Did anyone get anything out of the weeks of wrangling, besides the lawyers who grew richer? As a nation, are we better informed for the useless and gratuitous detail the cable networks threw at us? We know more about Anna Nicole's various court trials than we do about the current situation in Iraq, more about the details of her funeral than about the wills and funeral plans of our own loved ones. If anything good comes from this media circus, perhaps it will be that -- maybe regular people will look at what a mess this is and think "I didn't think I needed a will, or a funeral plan, but I do."
Virgie Arthur, Smith's mother, keeps appealing, trying to get her daughter's body buried in Texas, but as the comments on this Weblog attest to, Arthur has got to be one of the most reviled women in the nation right now. Even those who are normally sympathetic to grieving mothers don't cut her much slack.

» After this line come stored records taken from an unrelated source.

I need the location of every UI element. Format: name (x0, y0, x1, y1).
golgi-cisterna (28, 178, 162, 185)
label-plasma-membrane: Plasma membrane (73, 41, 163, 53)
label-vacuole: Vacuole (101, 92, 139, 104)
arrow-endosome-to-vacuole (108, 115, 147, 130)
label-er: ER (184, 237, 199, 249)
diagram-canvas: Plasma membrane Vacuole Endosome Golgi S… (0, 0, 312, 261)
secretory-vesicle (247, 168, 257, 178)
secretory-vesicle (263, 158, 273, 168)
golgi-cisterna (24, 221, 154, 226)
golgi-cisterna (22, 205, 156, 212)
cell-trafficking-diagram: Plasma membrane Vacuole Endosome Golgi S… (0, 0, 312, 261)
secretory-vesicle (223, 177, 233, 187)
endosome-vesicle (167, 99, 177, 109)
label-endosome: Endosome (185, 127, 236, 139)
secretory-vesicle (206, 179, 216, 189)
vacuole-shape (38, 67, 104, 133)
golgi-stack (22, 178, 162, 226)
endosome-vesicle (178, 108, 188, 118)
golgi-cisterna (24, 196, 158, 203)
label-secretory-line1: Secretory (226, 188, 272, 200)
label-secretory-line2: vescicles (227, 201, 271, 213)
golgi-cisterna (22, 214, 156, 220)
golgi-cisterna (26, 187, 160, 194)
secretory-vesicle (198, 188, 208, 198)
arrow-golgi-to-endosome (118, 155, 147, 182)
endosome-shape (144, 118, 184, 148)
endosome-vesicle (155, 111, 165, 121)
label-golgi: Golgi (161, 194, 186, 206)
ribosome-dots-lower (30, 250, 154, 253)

After all, Anna Nicole was a grieving mother, too, who lost a son far too young, a son who, whatever Smith's faults, she apparently loved with all her heart and soul. It's a stark contrast to the relationship Anna Nicole apparently had with her own mother, who hadn't seen her in a decade.
If her mother failed Anna Nicole while she was alive, she was far from the only one. Whatever substances Smith was on, someone was prescribing them, someone was getting them to her, someone was enabling her. Because of her beauty, her fame, and her tie to late husband J. Howard Marshall's billions, people surrounded her who wouldn't have given her the time of day back when she was Vickie Lynn Hogan, an eighth-grade dropout working at Jim's Krispy Fried Chicken.

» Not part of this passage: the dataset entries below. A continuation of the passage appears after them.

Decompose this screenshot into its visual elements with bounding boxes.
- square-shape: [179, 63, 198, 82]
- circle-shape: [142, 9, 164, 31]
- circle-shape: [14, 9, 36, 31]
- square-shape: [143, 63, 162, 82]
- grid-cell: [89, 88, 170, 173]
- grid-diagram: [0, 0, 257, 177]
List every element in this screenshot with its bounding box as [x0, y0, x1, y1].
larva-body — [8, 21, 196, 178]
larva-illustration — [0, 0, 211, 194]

If you ever saw "The Anna Nicole Show," Smith came across childlike and naive, often seemingly incapable of facing the regular challenges of a normal day.
She confessed to a panic attack at the dentist. She visited a pet psychic. She failed her driving test. She decorated her house with leopard prints and pink, announcing that she didn't have a childhood, so she was indulging herself now. She needed people around her, and most if not all of those people had agendas that had nothing to do with Smith as a person.

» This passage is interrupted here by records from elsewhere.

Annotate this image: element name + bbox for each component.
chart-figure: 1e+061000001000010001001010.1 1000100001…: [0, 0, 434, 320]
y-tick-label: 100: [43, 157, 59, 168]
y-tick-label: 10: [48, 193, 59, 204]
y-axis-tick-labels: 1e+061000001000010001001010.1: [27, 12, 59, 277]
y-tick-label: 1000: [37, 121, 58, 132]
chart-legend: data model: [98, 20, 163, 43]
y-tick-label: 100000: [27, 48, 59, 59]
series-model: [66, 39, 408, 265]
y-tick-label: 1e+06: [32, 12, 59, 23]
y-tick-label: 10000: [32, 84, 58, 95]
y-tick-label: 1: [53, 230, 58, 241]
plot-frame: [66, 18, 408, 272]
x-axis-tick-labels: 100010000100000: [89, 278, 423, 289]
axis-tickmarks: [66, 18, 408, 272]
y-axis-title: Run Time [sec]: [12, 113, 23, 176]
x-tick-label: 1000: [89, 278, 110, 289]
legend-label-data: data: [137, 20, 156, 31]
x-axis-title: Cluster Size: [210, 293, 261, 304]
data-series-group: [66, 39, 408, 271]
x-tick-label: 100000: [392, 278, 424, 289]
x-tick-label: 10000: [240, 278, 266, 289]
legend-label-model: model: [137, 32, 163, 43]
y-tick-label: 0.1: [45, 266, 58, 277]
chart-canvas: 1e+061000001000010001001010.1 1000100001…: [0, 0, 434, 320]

In one of the episodes, her son Daniel, a teen at the time, told his mother he didn't want to participate in her show any more. He didn't want to be famous, he said. Although that must have been shocking for Anna Nicole to hear -- she, apparently, wanted nothing more than to be famous -- she immediately told her son that all he had to do was ask, and now that she knew his feelings, he didn't need to appear on the show again. For all her problems, you have to give her that. Fame was vital to her, but it didn't outweigh family.
How ironic that, in the end, she was perhaps the only one who thought that way.